Proposed LIBOR legislative fix raises new risks for banks

HSF's Rupert Lewis and Ceri Morgan discuss the legacy of LIBOR contracts for financial markets, as banks prepare to transition away from their use

Rupert Lewis & Ceri Morgan, Herbert Smith Freehills

The UK government’s legislative solution for so-called “tough legacy” LIBOR contracts raises several significant risks and contracting parties would be unwise to take their foot off the pedal of transition efforts.

The well-documented demise of the London Interbank Offered Rate, or LIBOR, will complete an unhappy trilogy of disruptive events for financial markets, hot on the heels of Brexit and the Covid-19 pandemic.

Despite the widespread use of the global benchmark, authorities have mostly viewed the acknowledgement from financial services regulators that discontinuation from LIBOR will be “a DEFCON 1 litigation event”, as being as a market-made problem which requires a market-led solution. They have carefully avoided giving a clear signal that any legislative fix would be forthcoming.

However, in a significant change of tack, the Chancellor of the Exchequer, Rishi Sunak, announced last month that the government would introduce a legislative solution for so-called “tough legacy” LIBOR-linked products. These are contracts which have no appropriate fall-back mechanism and cannot be renegotiated or amended by the end of 2021.

The government intends to use the upcoming Financial Services Bill to grant new regulatory powers to the Financial Conduct Authority (FCA) so that the regulator can change the methodology for calculating LIBOR following a trigger (such as an FCA announcement that LIBOR is no longer representative). 

This ‘legislative LIBOR’ will likely use some version of the risk-free rates chosen by each LIBOR currency area—such as the Sterling Overnight Index Average (SONIA), for sterling—plus a fixed spread adjustment.

However, even with a spread adjustment to account for the difference between LIBOR and SONIA, the interest rate payable by parties under LIBOR-linked contracts will change overnight, with the inevitable possibility of winners and losers.

For example, a party paying a LIBOR-linked rate on the trigger date (T) of a statement of non-representativeness will pay a different rate on day T+1 when the rate switches to ‘legislative LIBOR’. 

The spread adjustment will not neutralise the rate change on T+1, because it will almost certainly be calculated as the difference between the two rates over a set period (e.g. the past five years). In this sense, it is a blunt tool and unlikely to represent the bargain the parties would have struck.

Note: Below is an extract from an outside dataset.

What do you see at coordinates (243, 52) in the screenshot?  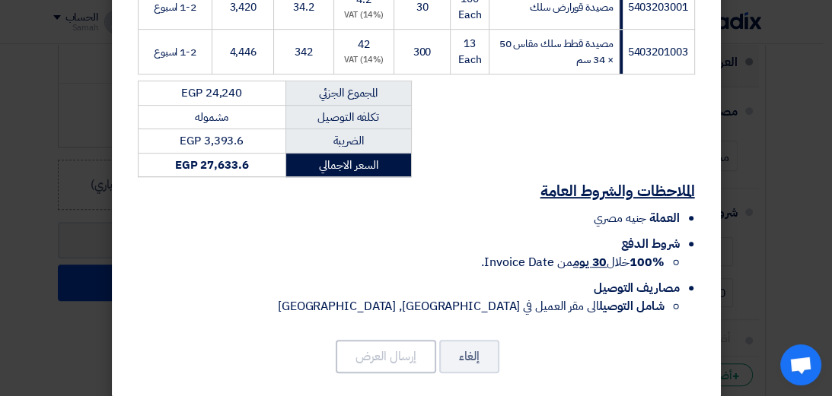 I see `span: 4,446` at bounding box center [243, 52].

The change will be immediate and evident on T+1, with parties receiving less or paying more interest under legislative LIBOR than previously. This change will provide fertile ground for disputes.

There will be mis-selling risks. Firstly, there are risks for the original product referencing LIBOR. It is arguable the customer should have been sold a SONIA-linked product, particularly for products post-dating the FCA’s first announcement in July 2017 that LIBOR would cease. 

Secondly, there are risks for contracts actively switched from LIBOR (e.g. that the customer would have been better off relying on the legislative solution rather than amending). 

There is also the risk of creating mismatches between different parts of a portfolio, where some products move to legislative LIBOR, and others do not, while other products may be amended via bilateral agreement or market protocol. That suggests banks and banking lawyers should remain alert to such potential problems.

Rupert Lewis is a partner and the head of banking litigation and Ceri Morgan is a professional support consultant, both at Herbert Smith Freehills in London.